▸ **Given records**:
::::

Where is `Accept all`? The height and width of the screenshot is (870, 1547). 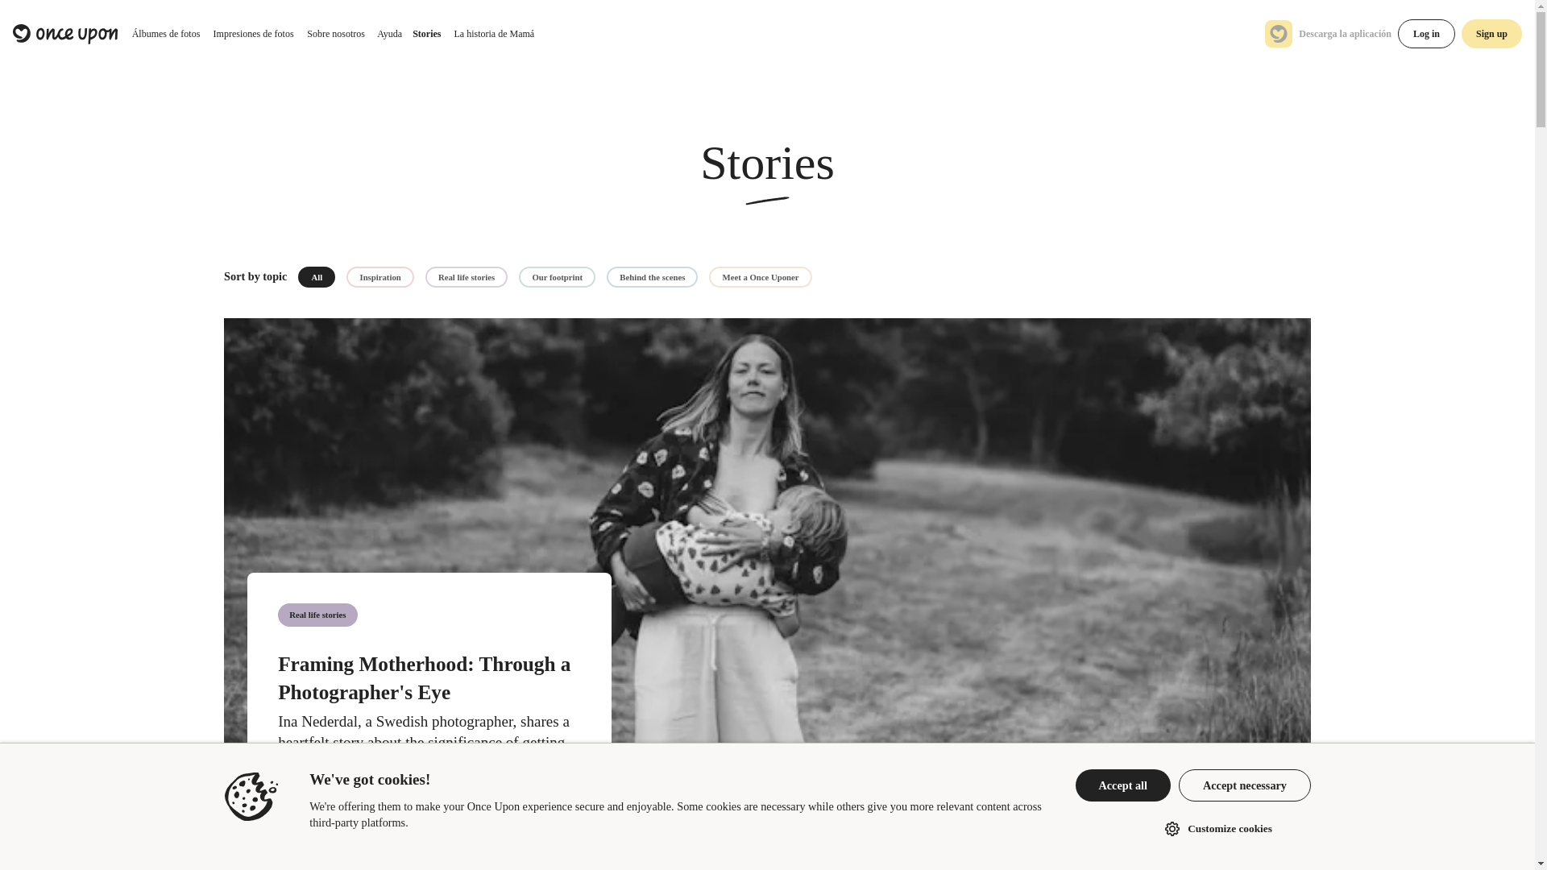 Accept all is located at coordinates (1123, 785).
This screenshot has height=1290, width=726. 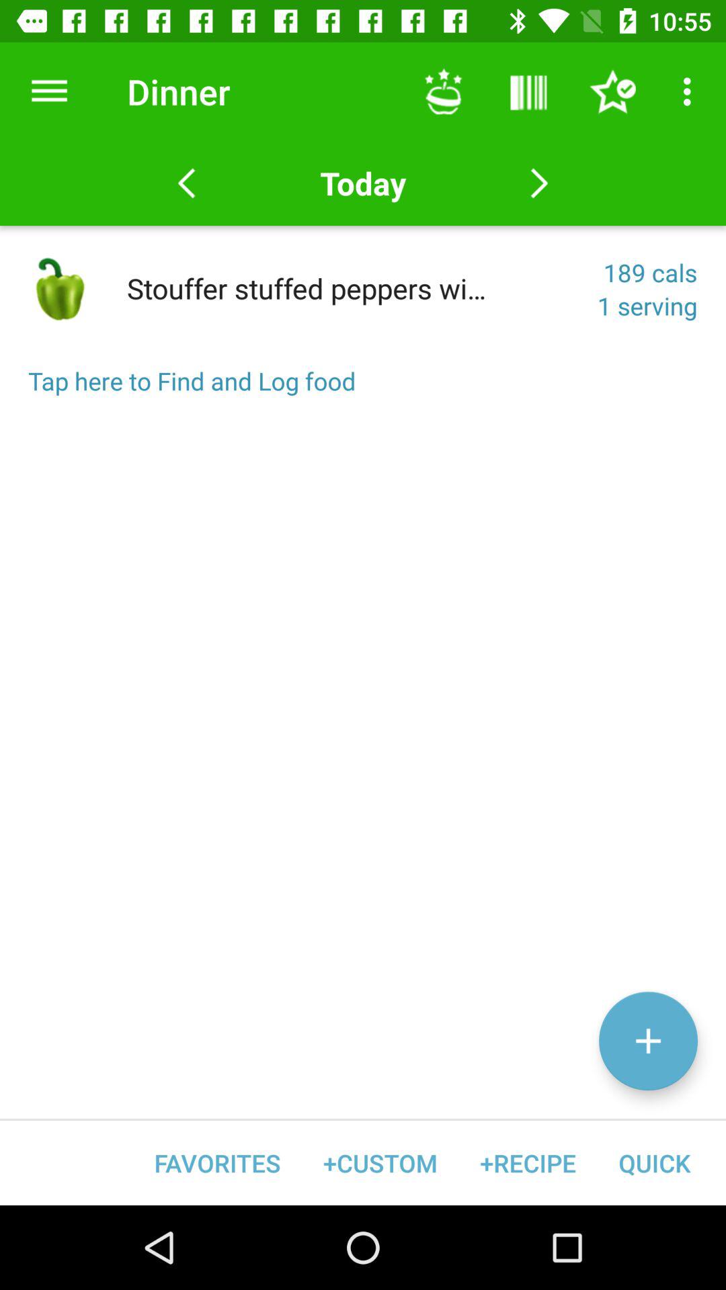 I want to click on next item, so click(x=539, y=183).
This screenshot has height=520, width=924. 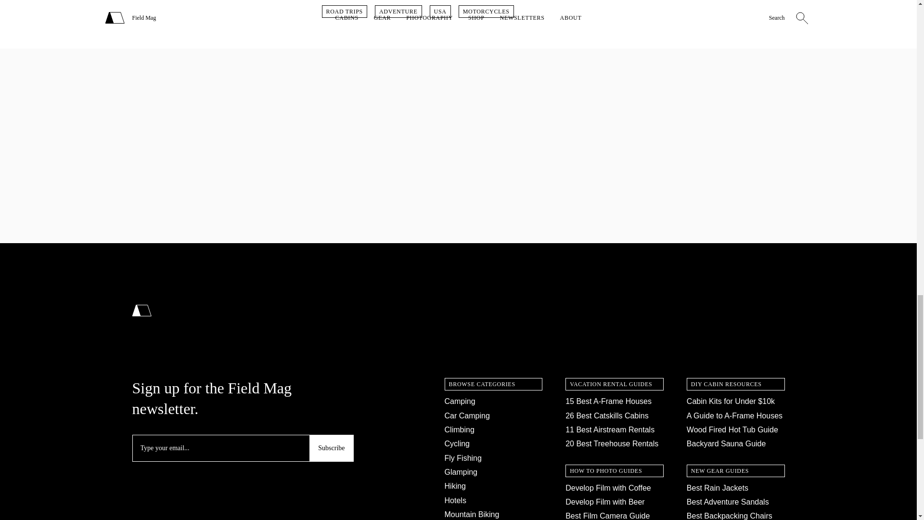 What do you see at coordinates (472, 514) in the screenshot?
I see `Mountain Biking` at bounding box center [472, 514].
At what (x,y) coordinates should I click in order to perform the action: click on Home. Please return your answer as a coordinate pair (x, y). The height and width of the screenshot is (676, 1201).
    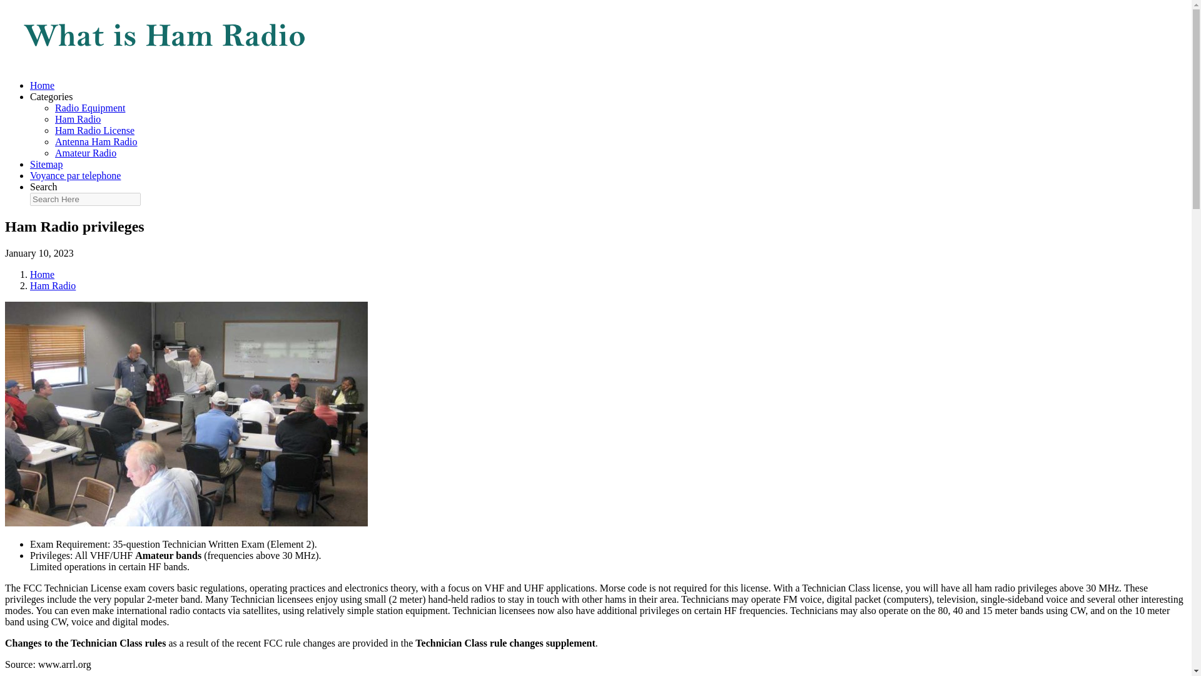
    Looking at the image, I should click on (42, 274).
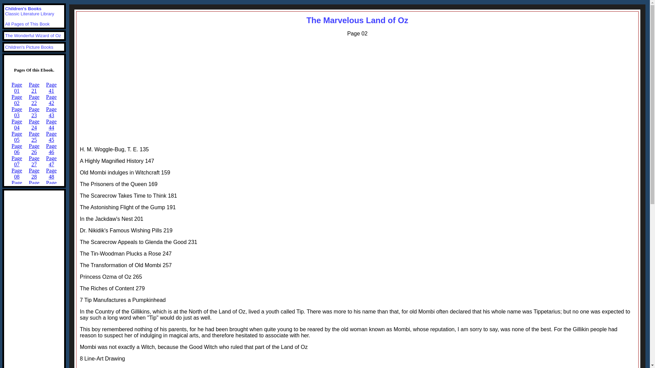 The width and height of the screenshot is (655, 368). Describe the element at coordinates (30, 14) in the screenshot. I see `Classic Literature Library` at that location.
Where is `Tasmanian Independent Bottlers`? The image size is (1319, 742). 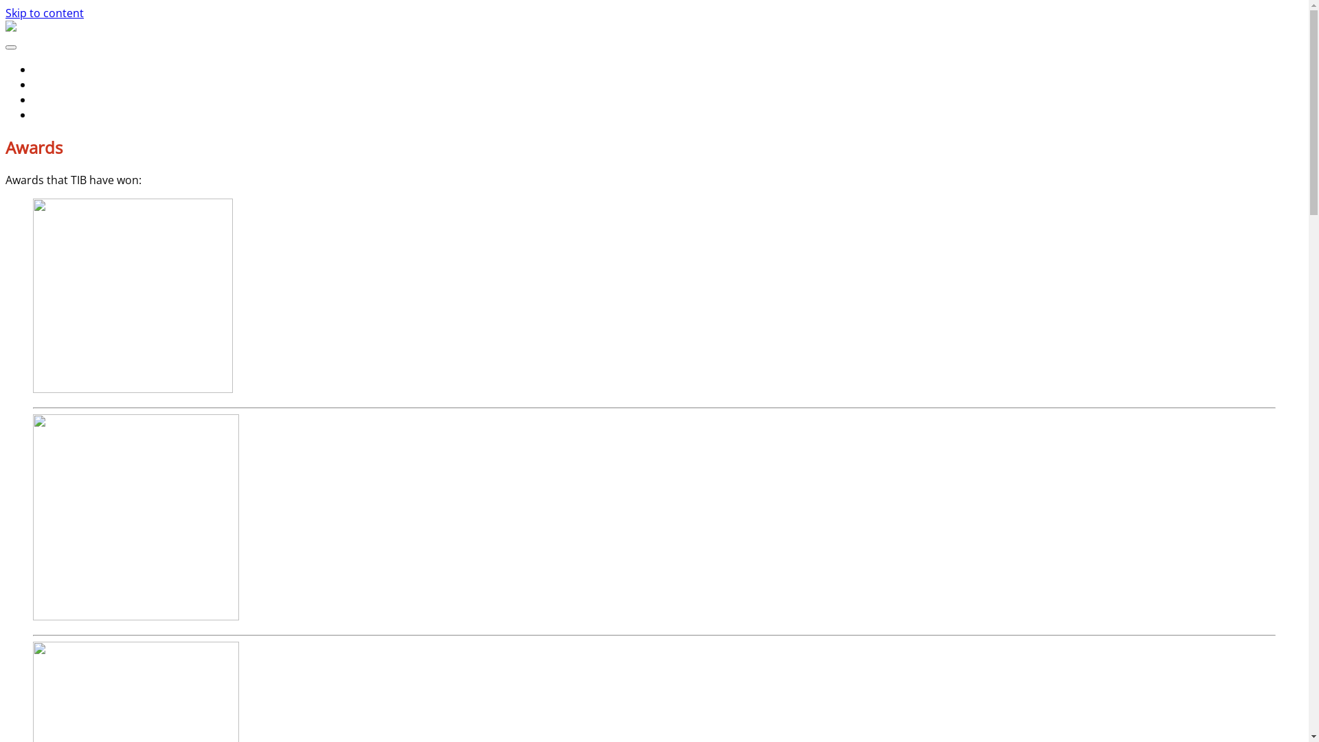 Tasmanian Independent Bottlers is located at coordinates (131, 60).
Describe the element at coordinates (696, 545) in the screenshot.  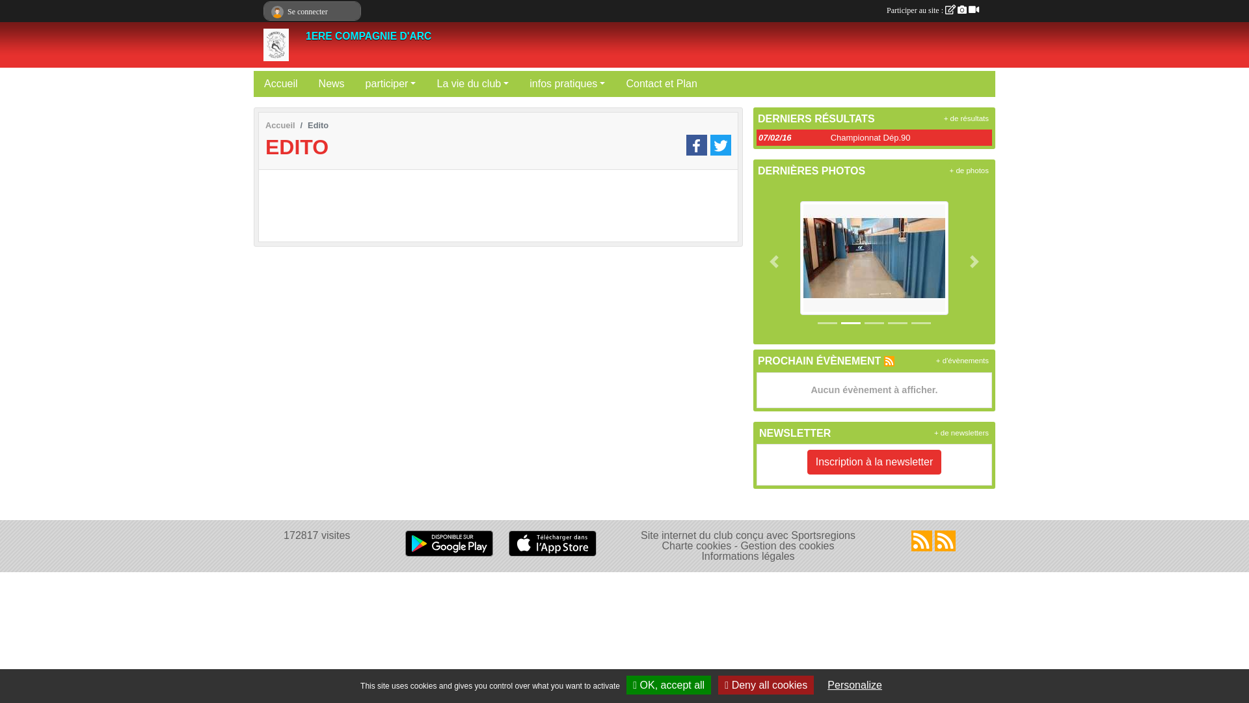
I see `Charte cookies` at that location.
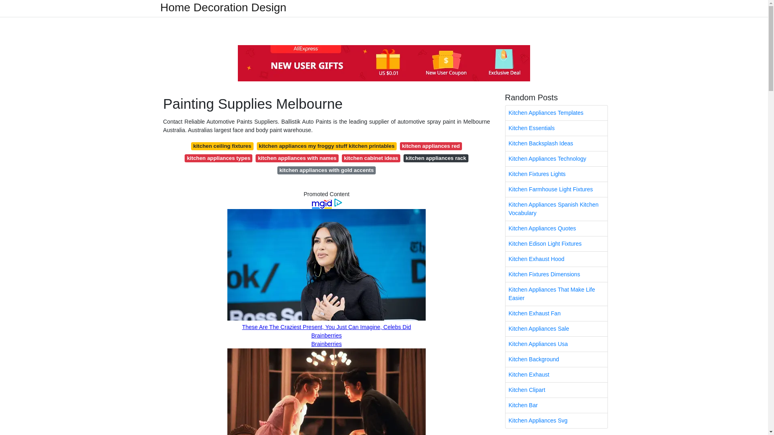 The image size is (774, 435). What do you see at coordinates (431, 146) in the screenshot?
I see `kitchen appliances red` at bounding box center [431, 146].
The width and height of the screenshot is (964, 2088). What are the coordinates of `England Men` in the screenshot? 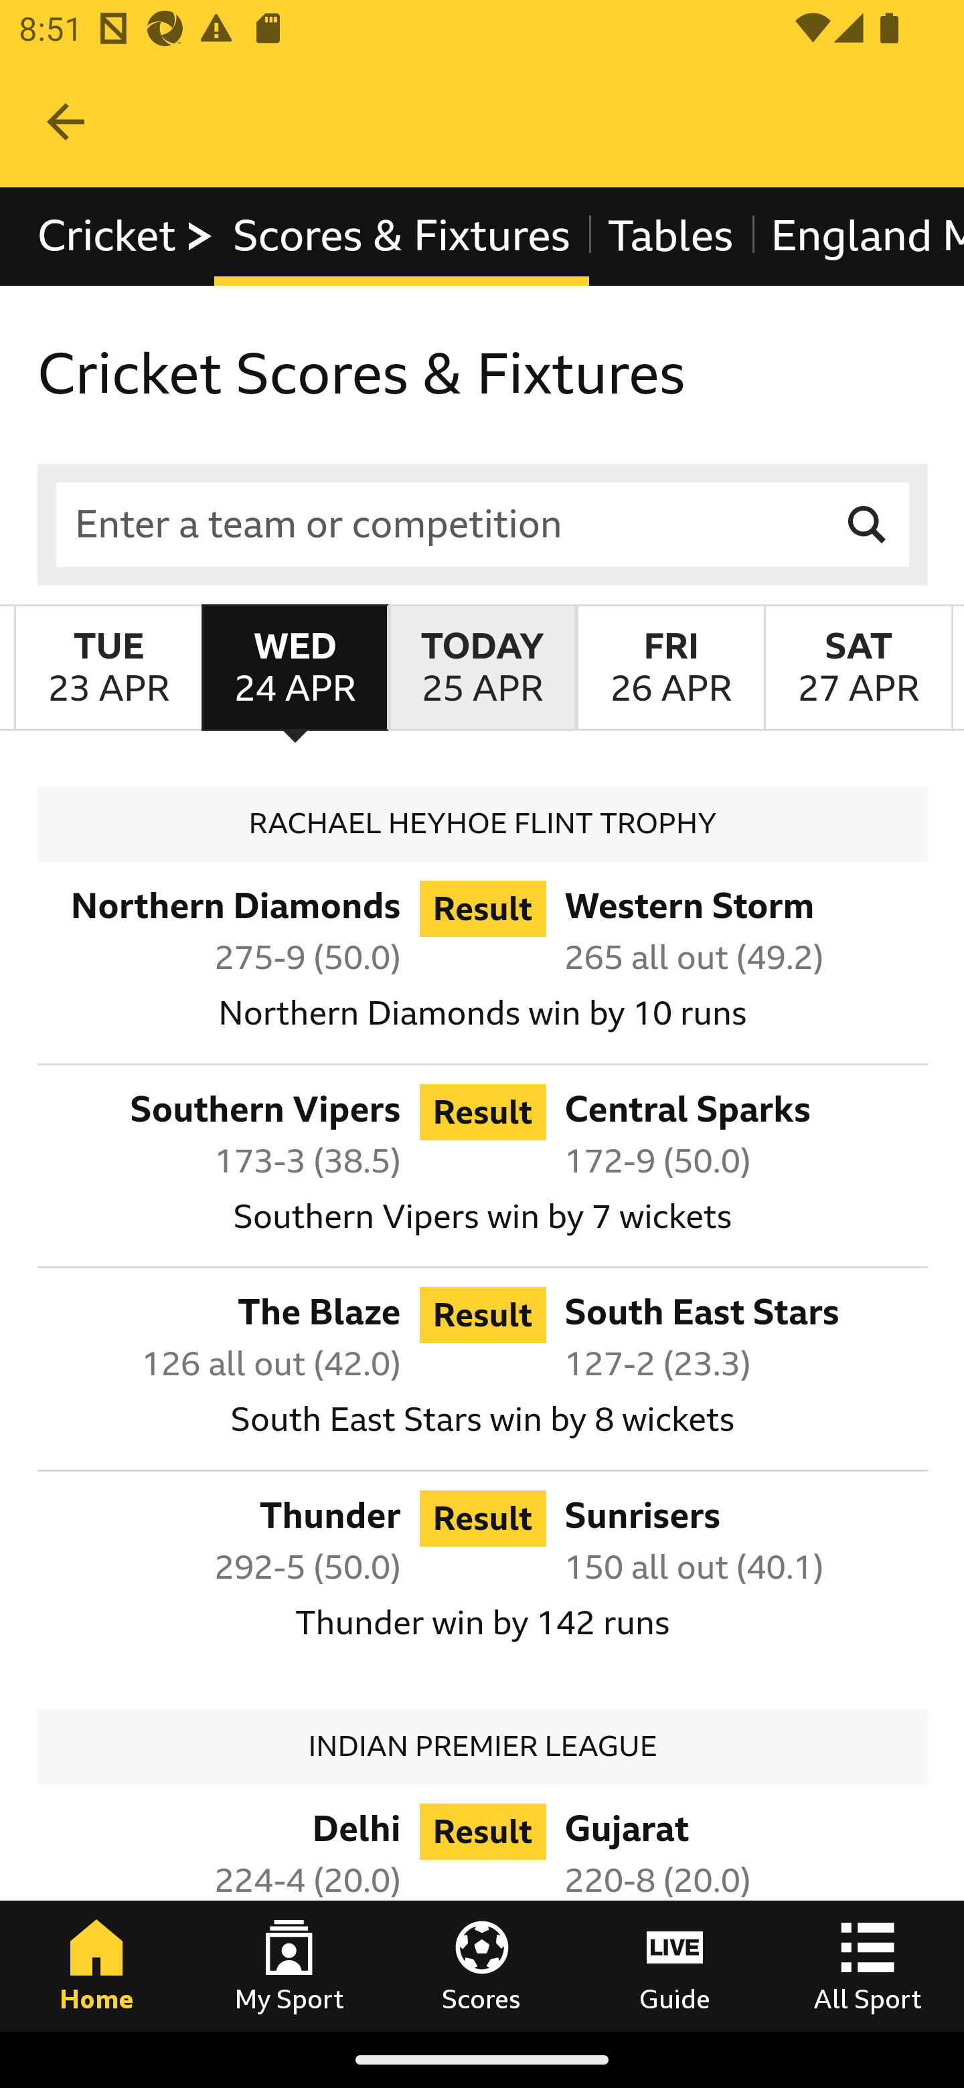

::::

▸ **Exercise brief**:
Output nothing except the lines from the one containing "Describe the element at coordinates (696, 545)" through the final line of the entries, repeated exactly and free of pictures.

▸ **Exercise response**:
Describe the element at coordinates (696, 545) in the screenshot.  
I see `Charte cookies` at that location.
 The image size is (774, 435). What do you see at coordinates (431, 146) in the screenshot?
I see `kitchen appliances red` at bounding box center [431, 146].
The width and height of the screenshot is (964, 2088). What are the coordinates of `England Men` in the screenshot? 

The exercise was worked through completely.